When working on client-side work in Discourse core/plugins/themes, it’s important to consider the performance impact. Google’s ‘Tachometer’ project provides a statistically rigorous benchmarking tool which we can use to definitively measure the effect of changes.
Essentially, this tool takes a list of URLs and loads them in a ‘round-robin’ fashion. For each page load, it takes some performance measurement. After hundreds/thousands of iterations, it produces a comparison table.
The beauty of this ‘round-robin’ approach is that it helps to reduce the impact of external factors on measurements.
Step 1: Add performance.measure()
The approach here will vary based on what you’re testing. But fundamentally: you need to introduce a performance.measure()
value for Tachometer to read.
If you want to render the time it takes for Discourse to boot and render, you can use the built-in “discourse-init-to-paint” measurement. For anything else, you can introduce your own performance.measure
and use that.
You can check it’s working using the performance tab in your browser dev tools:
If you’re trying to measure an activity which requires user interaction (e.g. opening a menu), you could achieve this by adding something like this in an initializer to click the button 1 second after the page is loaded:
setTimeout(() => document.querySelector(".my-button").click(), 1000)

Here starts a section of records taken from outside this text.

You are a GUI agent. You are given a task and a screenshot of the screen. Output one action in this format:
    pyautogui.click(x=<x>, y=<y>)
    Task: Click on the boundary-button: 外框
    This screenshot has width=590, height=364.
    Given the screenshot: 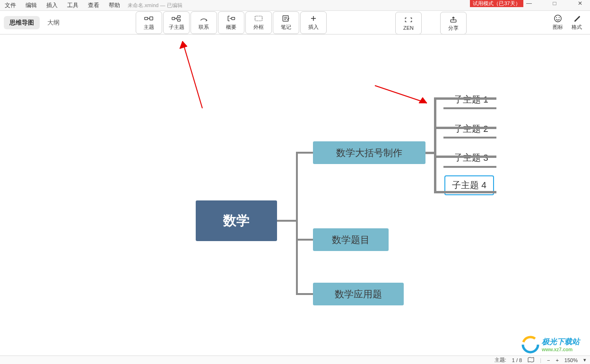 What is the action you would take?
    pyautogui.click(x=259, y=23)
     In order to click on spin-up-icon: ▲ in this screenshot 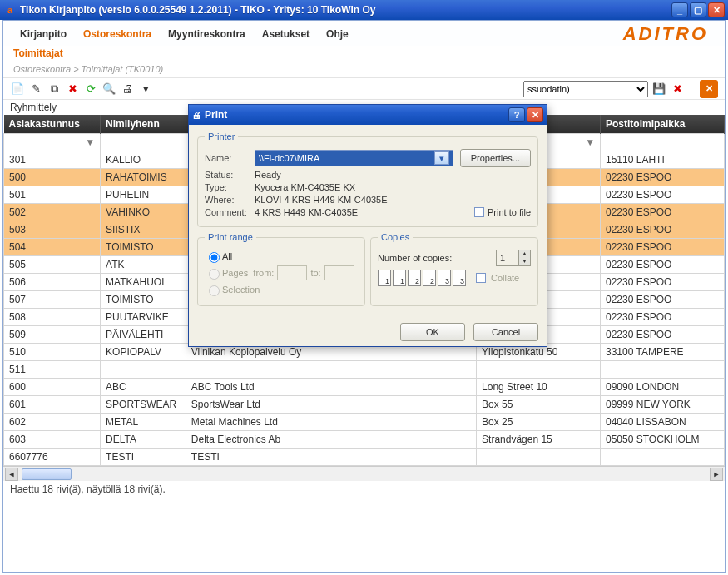, I will do `click(524, 255)`.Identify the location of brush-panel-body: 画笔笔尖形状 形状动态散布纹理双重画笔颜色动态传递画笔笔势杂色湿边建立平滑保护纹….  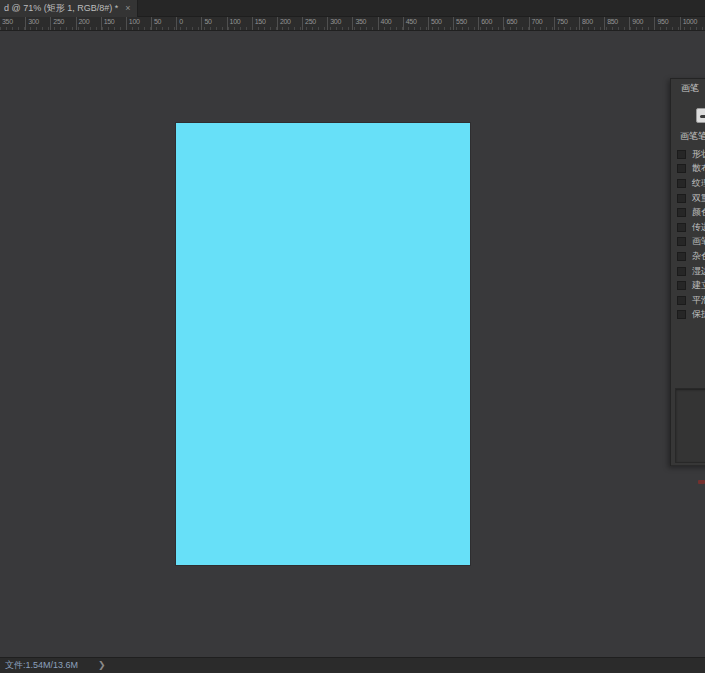
(688, 282).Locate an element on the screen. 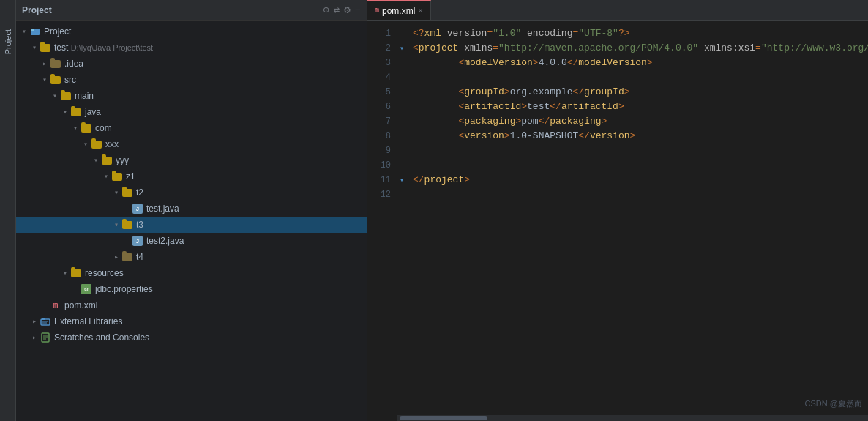 This screenshot has width=868, height=421. test-java-label: test.java is located at coordinates (162, 209).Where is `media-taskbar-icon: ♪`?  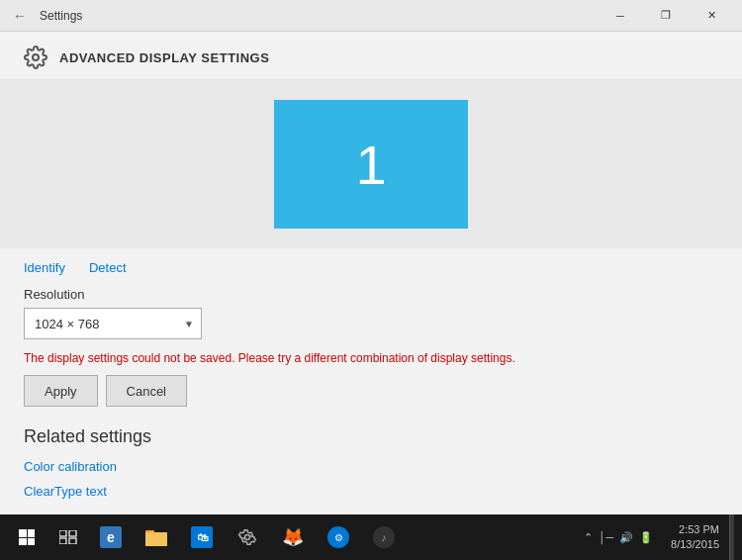 media-taskbar-icon: ♪ is located at coordinates (384, 537).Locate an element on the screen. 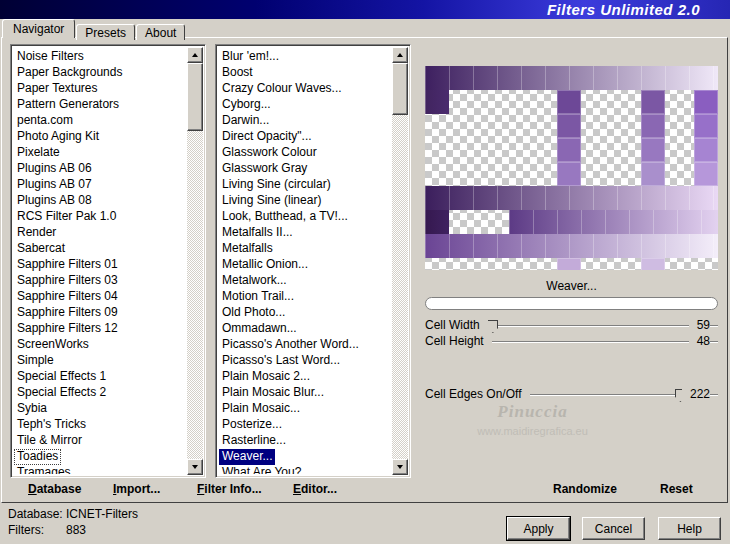  filters-count-label: Filters: is located at coordinates (26, 530).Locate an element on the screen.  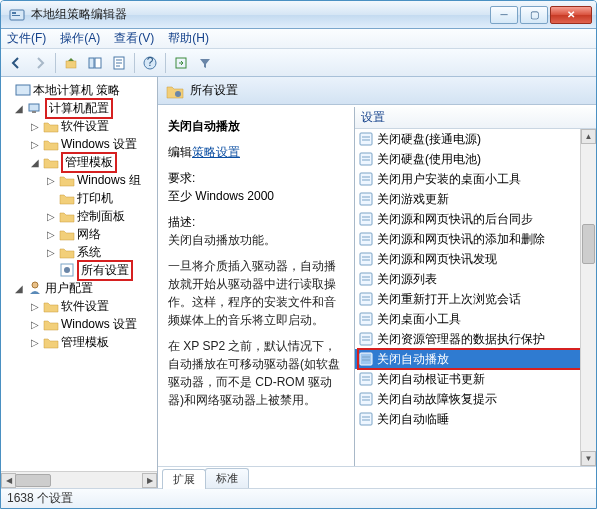
settings-row: 关闭硬盘(使用电池) is located at coordinates (468, 159). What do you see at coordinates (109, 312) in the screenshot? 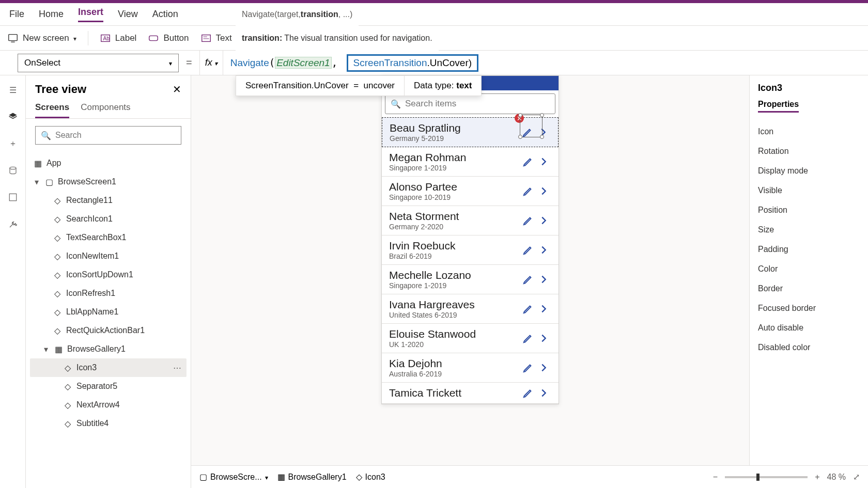
I see `tree-node: ◇LblAppName1` at bounding box center [109, 312].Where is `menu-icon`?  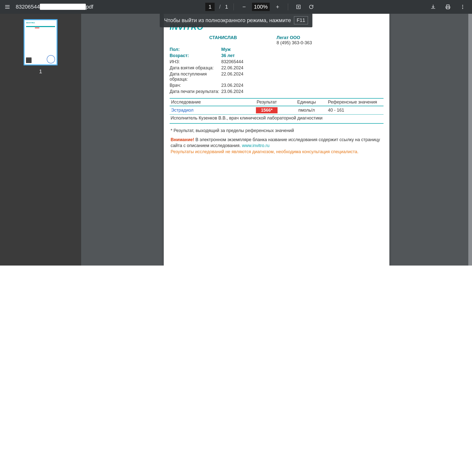 menu-icon is located at coordinates (7, 7).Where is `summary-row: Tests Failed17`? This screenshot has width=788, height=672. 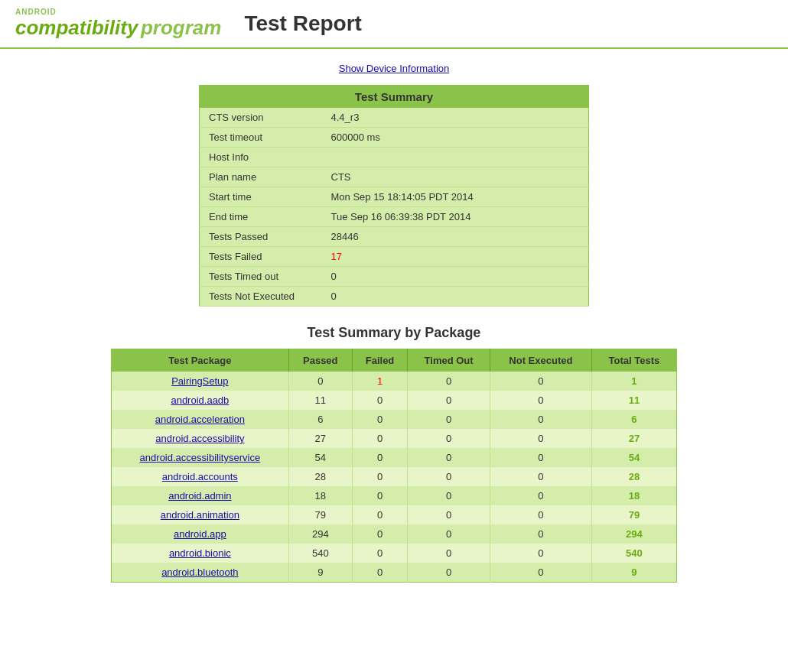 summary-row: Tests Failed17 is located at coordinates (395, 257).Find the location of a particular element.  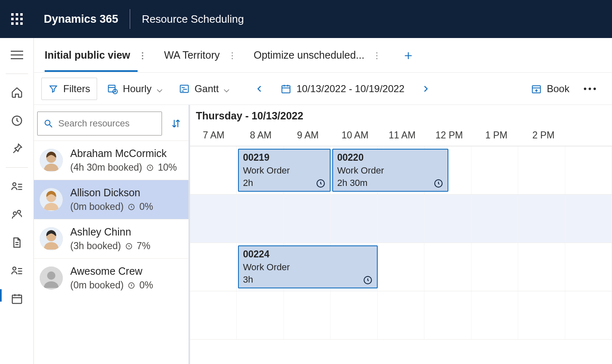

calendar-clock-icon is located at coordinates (112, 89).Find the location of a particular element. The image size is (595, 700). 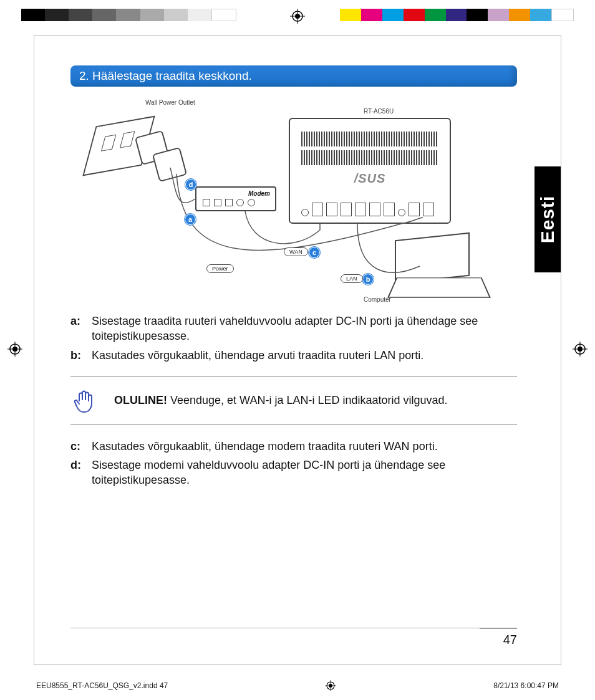

note-bold: OLULINE! is located at coordinates (141, 400).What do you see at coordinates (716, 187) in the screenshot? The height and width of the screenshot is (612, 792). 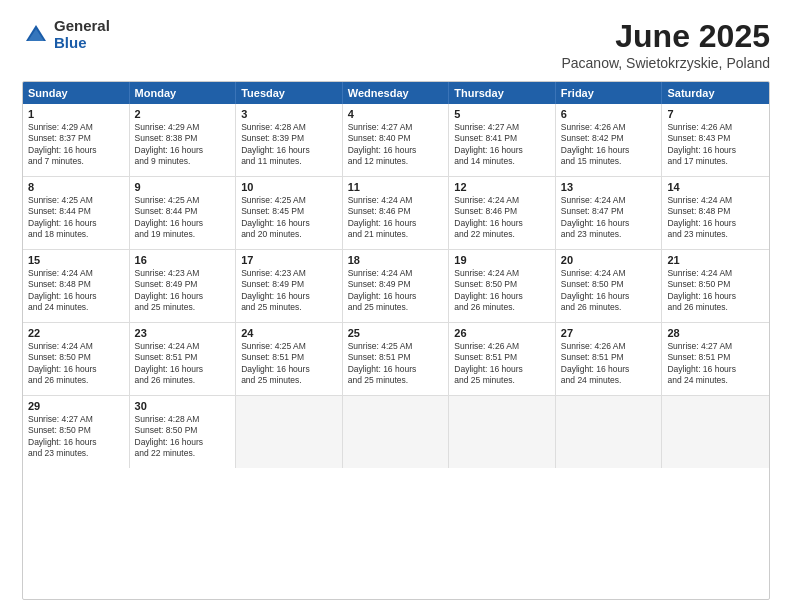 I see `day-number: 14` at bounding box center [716, 187].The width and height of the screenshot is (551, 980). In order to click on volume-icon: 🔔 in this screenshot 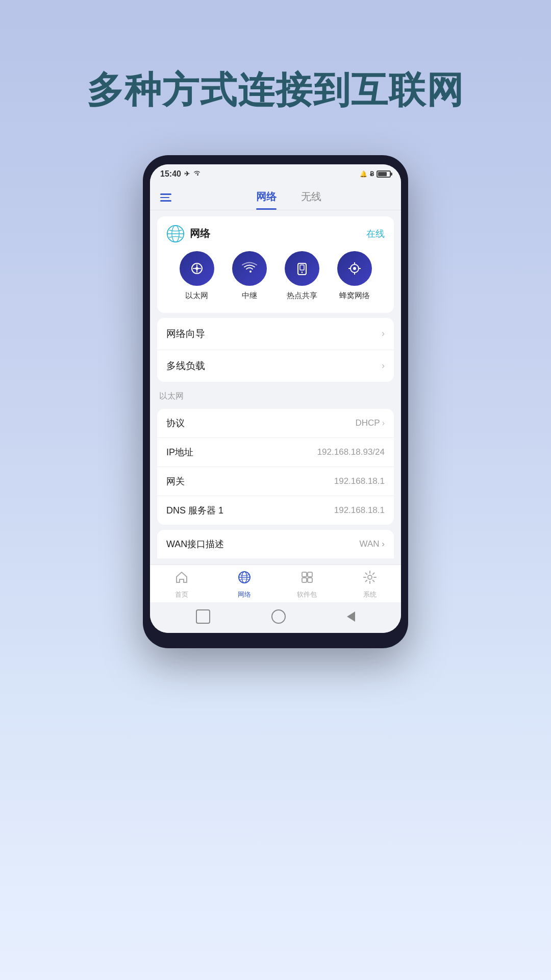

Step 2: Identify URLs for testing
Firstly, make sure that you are building Ember assets in production mode. This can be achieved by launching the server with EMBER_ENV=production
.
To obtain two different URLs, there are two main approaches:
If your change is small enough to be easily feature-flagged, then you could add logic to toggle it based on a URL query parameter. Then your two urls could be
http://localhost:4200?flag=before
http://localhost:4200?flag=after
If the change is too large for that, then you could clone Discourse into a second directory and launch a second copy of ember-cli. It can be proxied to the same Rails server using a command like
EMBER_ENV=production pnpm ember serve --port 4201 --proxy http://localhost:3000
And then your two URLs would be
http://localhost:4200
http://localhost:4201
If you take this approach, make sure that both copies of the app have the performance telemetry you introduced in step 1 of this guide
Step 3: Configure Tachometer
This is my bench.json
file, which will take 300 samples of each target:
{
"timeout": 5,
"sampleSize": 300,
"benchmarks": [
{
"measurement": {
"mode": "performance",
"entryName": "discourse-init-to-paint"
},
"expand": [
{
"url": "http://localhost:4200",
"name": "before"
},
{
"url": "http://localhost:4201",
"name": "after"
}
]
}
]
}
Step 4: Run benchmark
To reduce noise, stop any unrelated activities on your workstation, and then start the benchmark with a command like:
npx tachometer@latest --config ./bench.json
When complete, you should see a comparison of the before/after performance.
Caveats
As with any experiments like this, it’s worth considering the limitations. For example:
-
Performance differences on your development workstation may not map directly onto other browsers/devices
-
The boot process of Discourse through the Ember-CLI proxy is not exactly the same as it is in production. When making structural changes (e.g. framework updates) this may be important
-
Performance often varies based on application state (e.g. the number of topics being rendered), so your results may not be exactly reproducible in other environments
This document is version controlled - suggest changes on github.